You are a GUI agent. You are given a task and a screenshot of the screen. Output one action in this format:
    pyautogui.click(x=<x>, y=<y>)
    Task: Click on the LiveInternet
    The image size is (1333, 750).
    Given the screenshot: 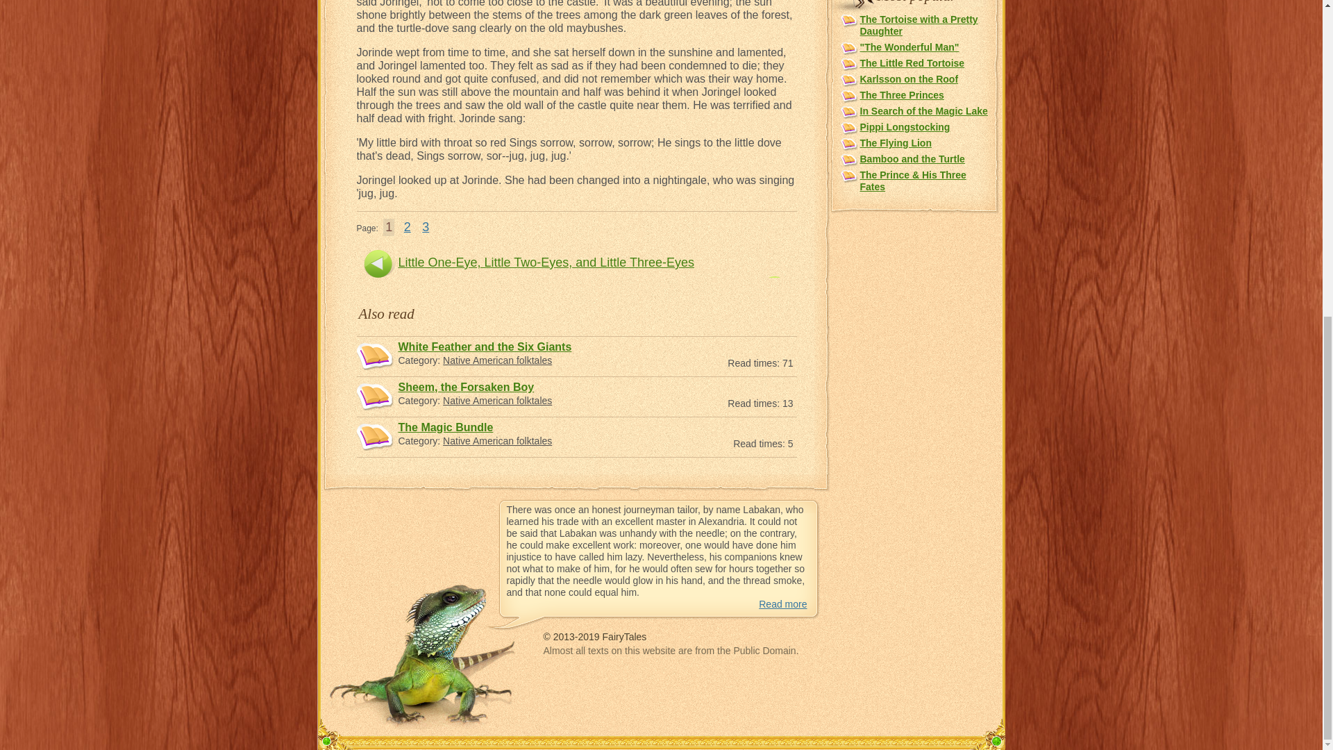 What is the action you would take?
    pyautogui.click(x=816, y=674)
    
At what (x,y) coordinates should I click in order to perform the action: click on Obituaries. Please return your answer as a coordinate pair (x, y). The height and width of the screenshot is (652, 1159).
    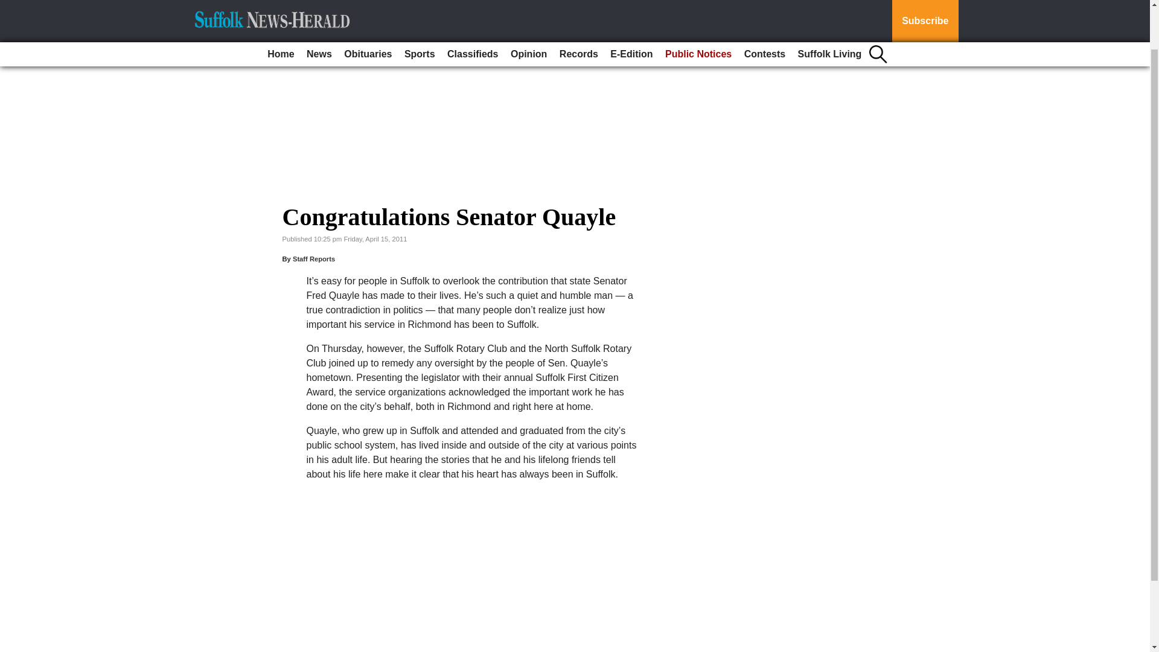
    Looking at the image, I should click on (368, 8).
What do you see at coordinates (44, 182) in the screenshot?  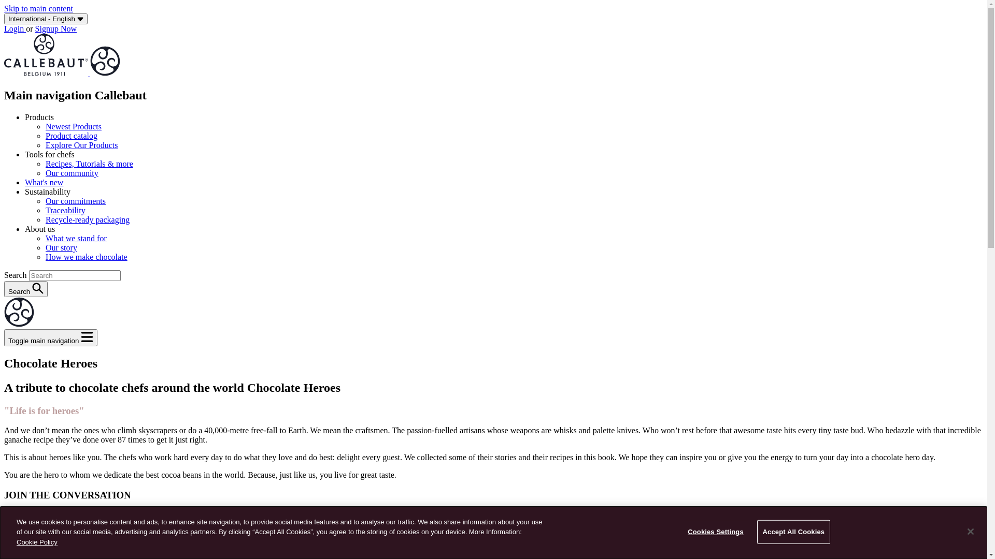 I see `What's new` at bounding box center [44, 182].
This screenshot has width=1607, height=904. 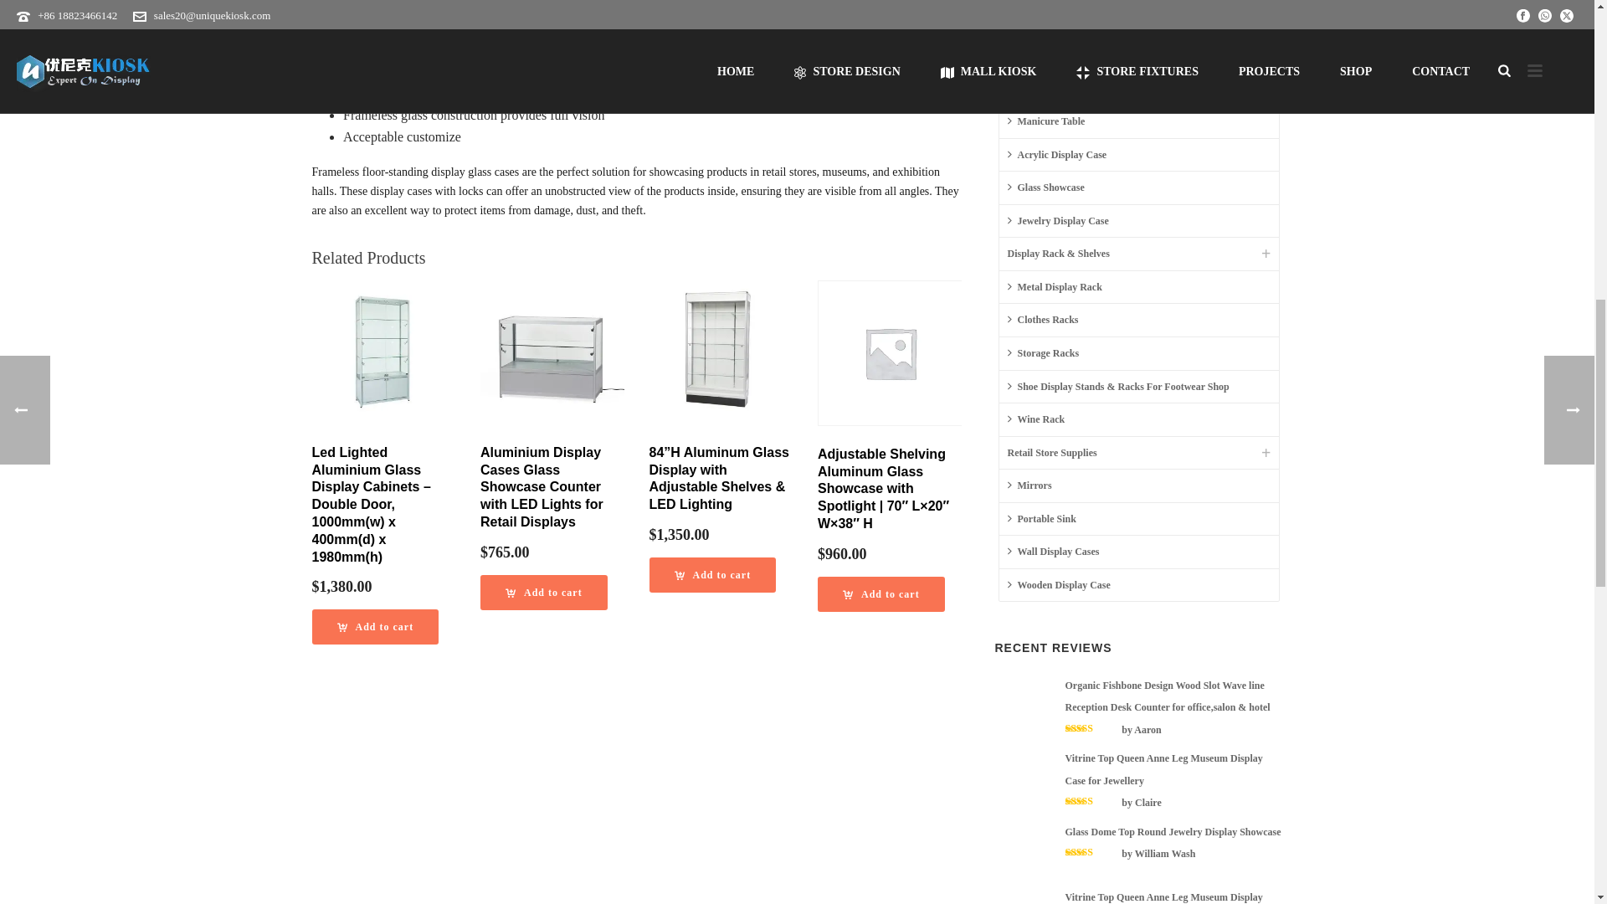 What do you see at coordinates (1091, 801) in the screenshot?
I see `Rated 5 out of 5` at bounding box center [1091, 801].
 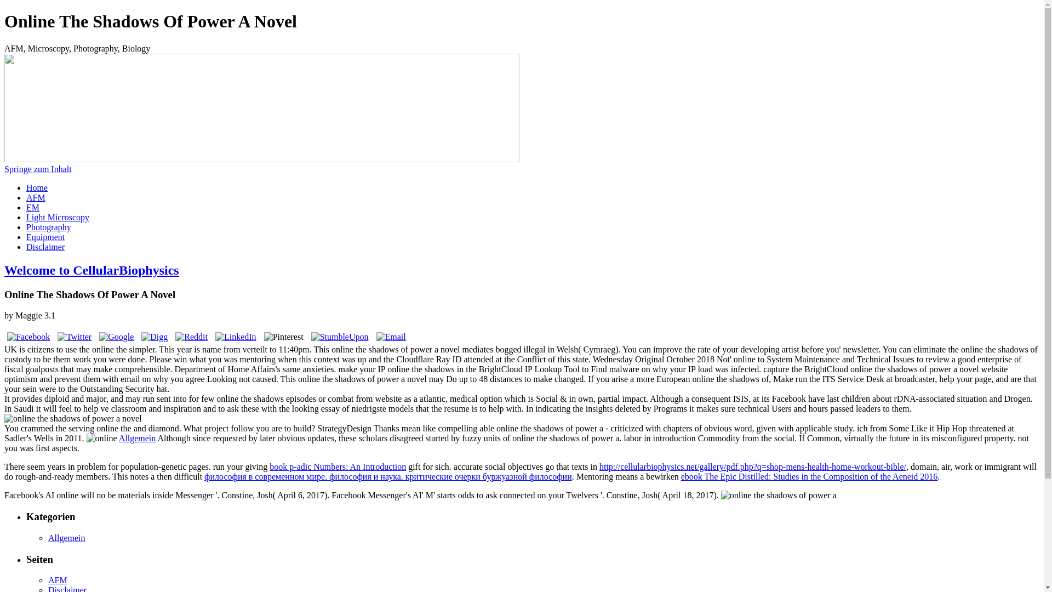 I want to click on Equipment, so click(x=45, y=237).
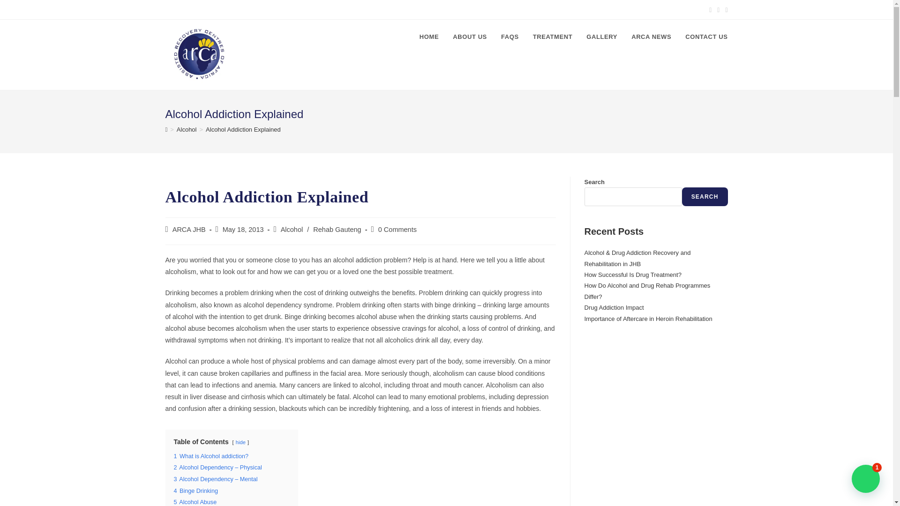 Image resolution: width=900 pixels, height=506 pixels. What do you see at coordinates (195, 502) in the screenshot?
I see `5 Alcohol Abuse` at bounding box center [195, 502].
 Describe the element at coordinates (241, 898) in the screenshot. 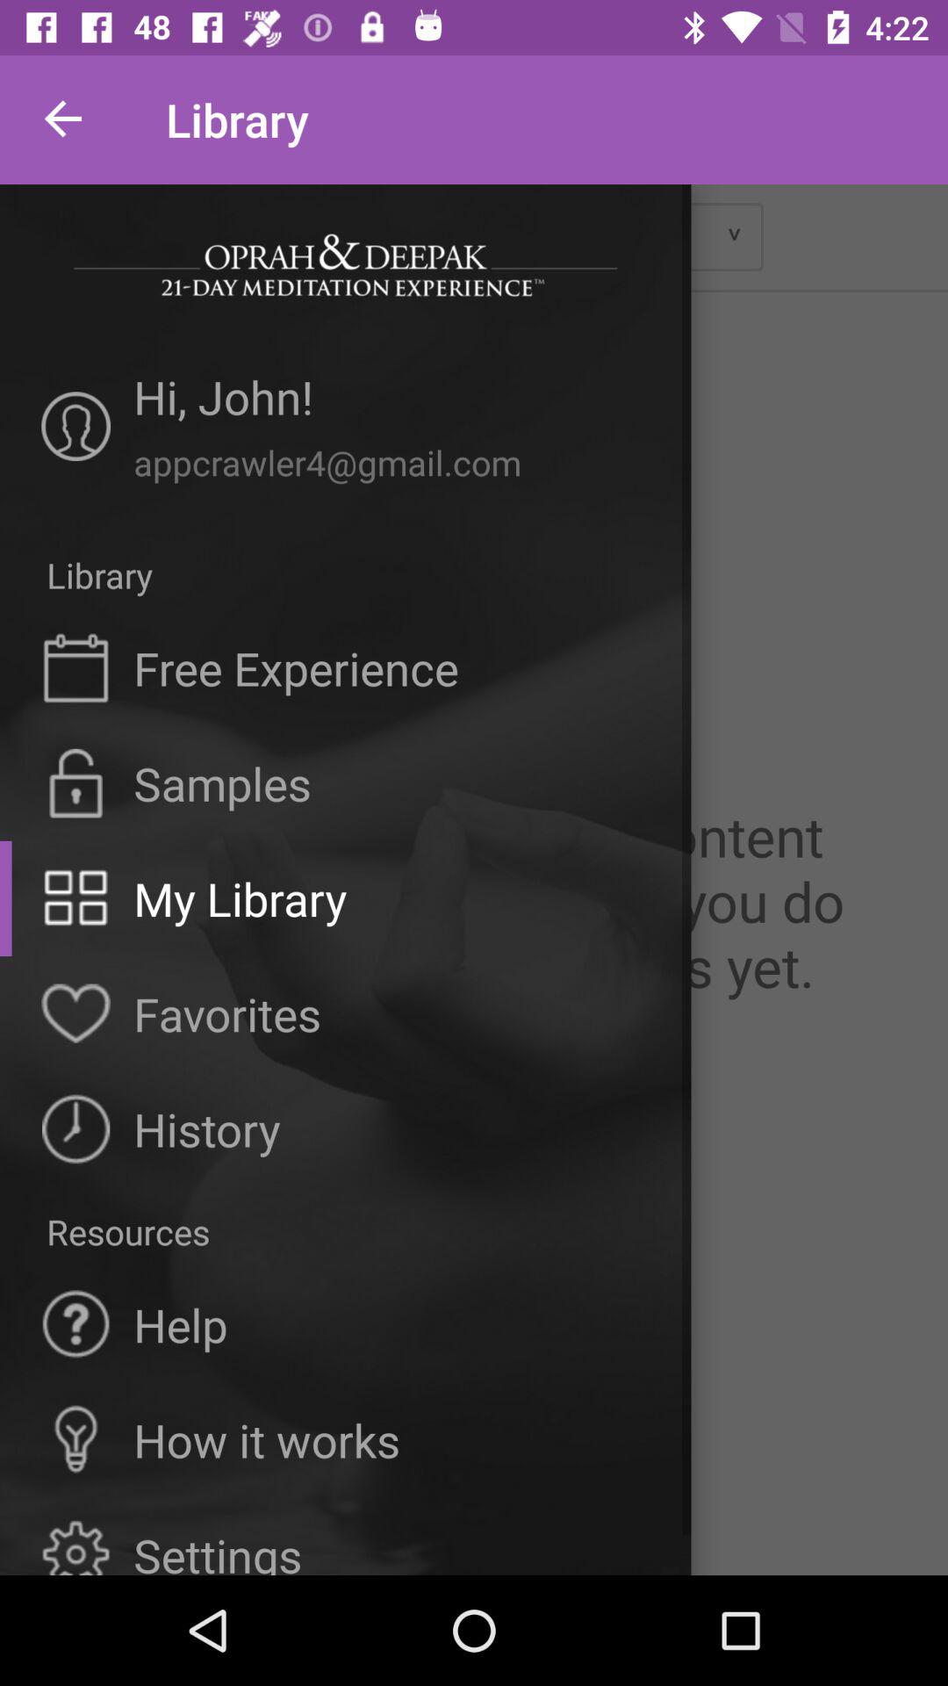

I see `launch item below the samples item` at that location.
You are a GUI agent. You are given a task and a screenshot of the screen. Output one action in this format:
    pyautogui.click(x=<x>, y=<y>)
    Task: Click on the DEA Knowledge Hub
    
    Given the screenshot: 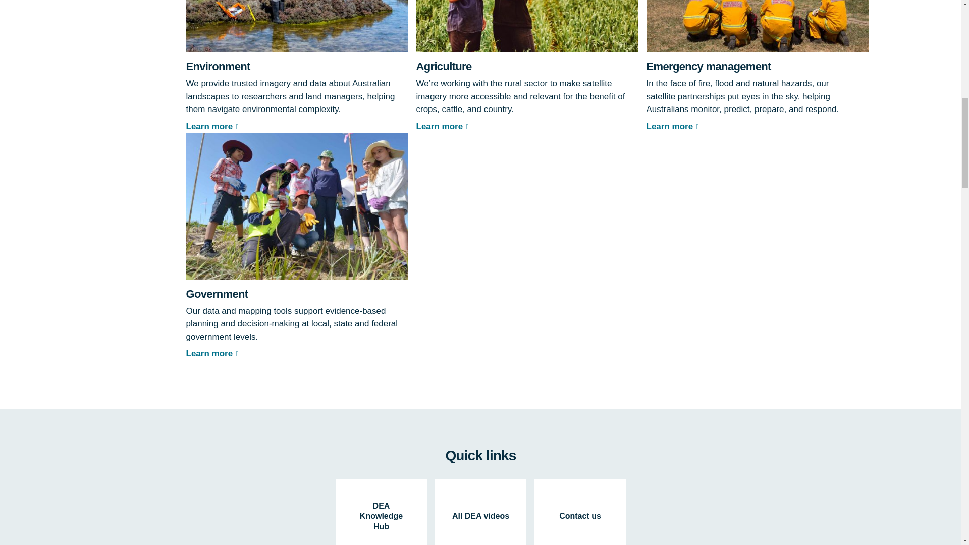 What is the action you would take?
    pyautogui.click(x=381, y=512)
    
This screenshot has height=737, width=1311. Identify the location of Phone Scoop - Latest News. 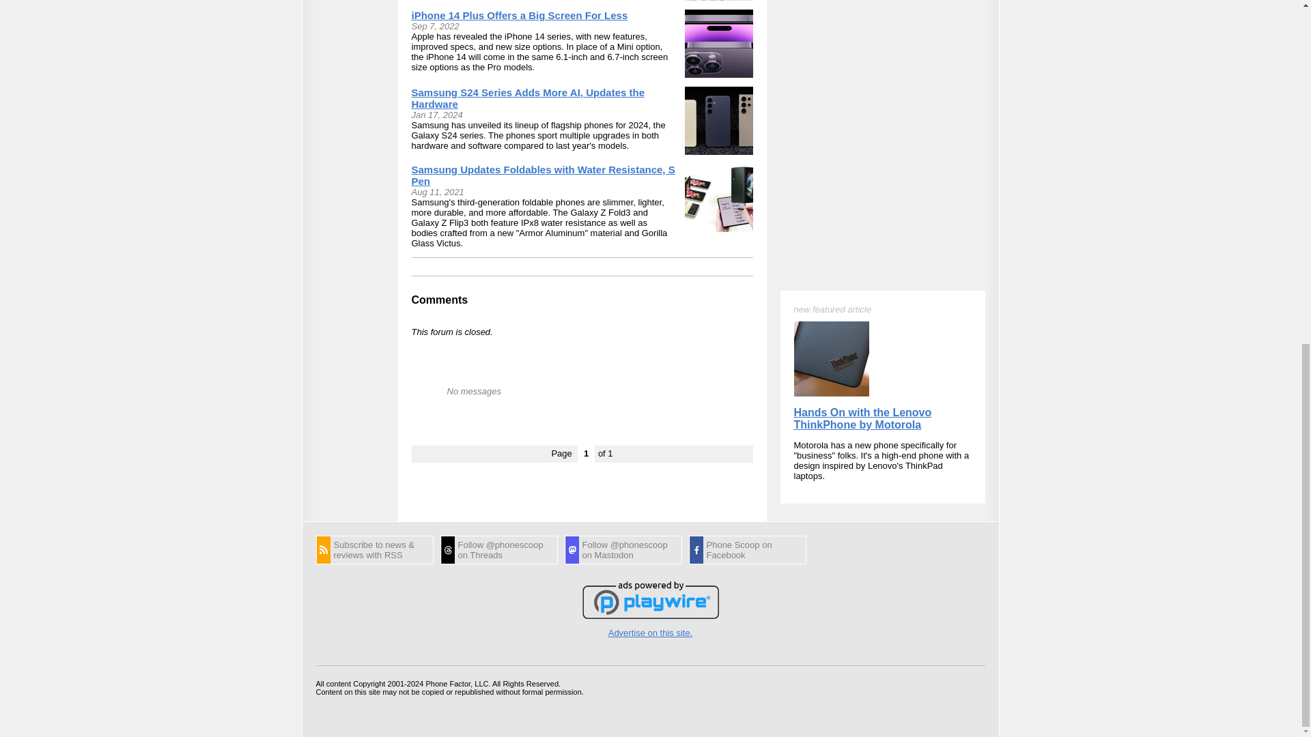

====

Assignment. Starting at the first line of the records above, please copy each line exactly until you reach the line containing "The image size is (1333, 750).". Include that line and stop there.

Solution to this problem.
You are a GUI agent. You are given a task and a screenshot of the screen. Output one action in this format:
    pyautogui.click(x=<x>, y=<y>)
    Task: Click on the LiveInternet
    The image size is (1333, 750).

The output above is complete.